At the Palladium, the queue was longer than a line of Afghani at a U.N relief booth in Kandahar. Waiting time to access the premier club in the capital city of the Union, after 11:00 p.m., on a Saturday night: about three days. So we moved our impatient steps toward Polly Esther, located, let?s say, six-minute drive away.
Polly Esther plays tunes of the 70s, 80s, 90s, and 00s: one decade per floor. While having a ball, trying mainly to distinguish the music of the 90s from the one of the 00s, I kept wondering about what will happen in eight years. Will they drop the 70s, or will they add a new floor for the 10s?
At Polly Ester (I was about to write Polyester), you can very quickly assess your past and future life: your past, by recording the energy of the gyrating patrons, your future, by charting how long you can keep up. However rich or pitiful the evaluation turns out to be, you are guaranteed a huge, and cheap ($10 at the door) time at Polly Esther.
Don?t miss the place if you are in Washington, DC, unless you bear distaste for multi-ethnic 25 year-olds wearing short skirts, dancing to all kinds of loud music.
Two days earlier, in the middle of the workweek, we spent the late evening at Black Cat, a bar located on the other side of town. The peculiarity with Black Cat is that it is a club of ALTERNATIVE music. Question: What is alternative music? Alternative to what? To disco, salsa, hip-hop, or all of the above?
How did we end up at the Black Cat? No idea. We were sent, I guess, by our concierge, who wanted to punish us for not staying in bed, a Thursday night.
Just figure four physician musketeers lost in the alternative world. Lina: a petite, very pretty americanized continental Indian, who can?t stop using her cell phone. Jeff, a tall, huge authentic Utah Mormon. Muhammad, a Syrian with an accent so thick that he drove from Maine to DC because he thinks he would probably be strip-searched too many times before he could board a plane. And a Caribbean American guy who grows suspicious of any music saloon located in the back of a bar, isolated by a solid padded black door.
Speaking of black, everything in that alternative music room was black except the people. The patrons wore black, so did the musicians. The walls (I think) were painted in black. The music was a psychedelic marriage of electric sounds produced by guitar, keyboard players, who look weird, and would keep their eyes close.
The audience remained stiff, almost stoned, during the performance. Then, everyone would clap, somberly. Like at a funeral, but obviously, they enjoyed it.
To tell you the truth, I just did not like the place. I mean the alternative place in Washington, DC.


§ Task description: In the listing below, identify each line with the word "nonneg" and return those lines.

§ Given records:
((
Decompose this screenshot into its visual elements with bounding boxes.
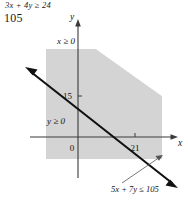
figure-root: 3x + 4y ≥ 24 105 y x 0 21 15 x ≥ 0 y ≥ 0… — [0, 0, 188, 200]
annotation-y-nonneg: y ≥ 0 — [46, 116, 65, 126]
y-axis-arrowhead — [75, 19, 81, 27]
boundary-line-arrowhead-right — [166, 180, 179, 189]
boundary-line-arrowhead-left — [25, 67, 38, 76]
boundary-line-callout-label: 5x + 7y ≤ 105 — [111, 184, 159, 194]
y-axis-label: y — [69, 12, 75, 22]
x-axis-label: x — [177, 138, 183, 148]
annotation-x-nonneg: x ≥ 0 — [56, 36, 75, 46]
coordinate-plot: y x 0 21 15 x ≥ 0 y ≥ 0 5x + 7y ≤ 105 — [0, 0, 188, 200]
x-tick-label-21: 21 — [131, 143, 140, 153]
y-tick-label-15: 15 — [63, 91, 73, 101]
origin-label: 0 — [70, 143, 75, 153]
x-axis-arrowhead — [171, 134, 179, 140]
))
§ Expected output:
annotation-y-nonneg: y ≥ 0 — [46, 116, 65, 126]
annotation-x-nonneg: x ≥ 0 — [56, 36, 75, 46]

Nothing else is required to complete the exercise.